Hibbeler, Christian January 2003 (has links)
Includes bibliographical references. / The way in which indigenous people are represented in documentaries has radically changed within the last century. But "If there (still) is one overriding ethical/political / ideological! question to documentary filmmaking it may be, What to do with the people" (Nichols qtd. in Barbash and Taylor, 1997: p. 12). How can people and issues be represented appropriately? How can one make a documentary about somebody or something with a totally different cultural background to one's own without being unethical?

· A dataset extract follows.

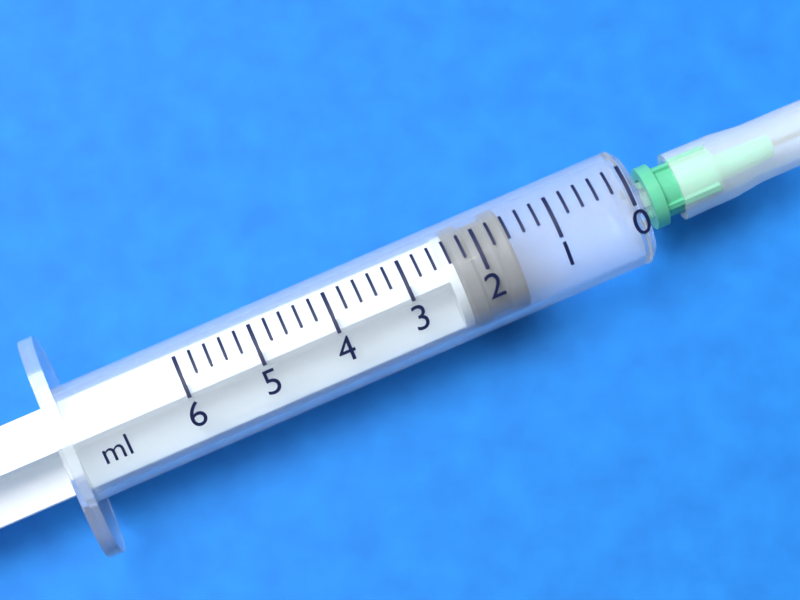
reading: 1.6 ml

The so-called expository documentary was the first prevailing documentary mode and tries to answer these questions with an authoritative voice-over commentary combined with a series of images that aim to be descriptive and informative. The voice-over approaches the spectator directly and offers facts or arguments that are illustrated by the images. It provides abstract information that the image cannot carry or comments on those actions and events that are unfamiliar to the target audience. This is exactly what some filmmakers reacted against - "to explain what the images mean, as if they don't explain themselves, or as if viewers can't be trusted to work the meaning out on their own. Indeed, the voice-over often seems to attribute a reduced meaning to the visuals; that is it denies them a density they might have by themselves" (Barbash and Taylor, 1997: p. 19). It is typical for the expository documentary style that the narrator speaks about or for other people. Some filmmakers see these voice-overs as "colonial, an enemy of the film, the voice of God" or even as "the (non-existent) view from somewhere" (Barbash and Taylor, 1997: p. 47).
30

Tiny

Kokot, Kerrin January 2005 (has links)
Tiny is a film about a young woman who loses her imagination. Her creative energy is doused. She becomes what most artists are terrified of: uninspired. She is depressed, apathetic and stagnant. She does not move from her bed. Her toes sprout weeds. In order to regain control of herself and reignite her creativity she needs to plunge deeply into her multilayered psyche - an adventure that not only provides material for new creative insights but also guides Tiny to understanding herself better. She accepts the gods and demons that dwell within, recognising these complexes as the spirits of her bloodline.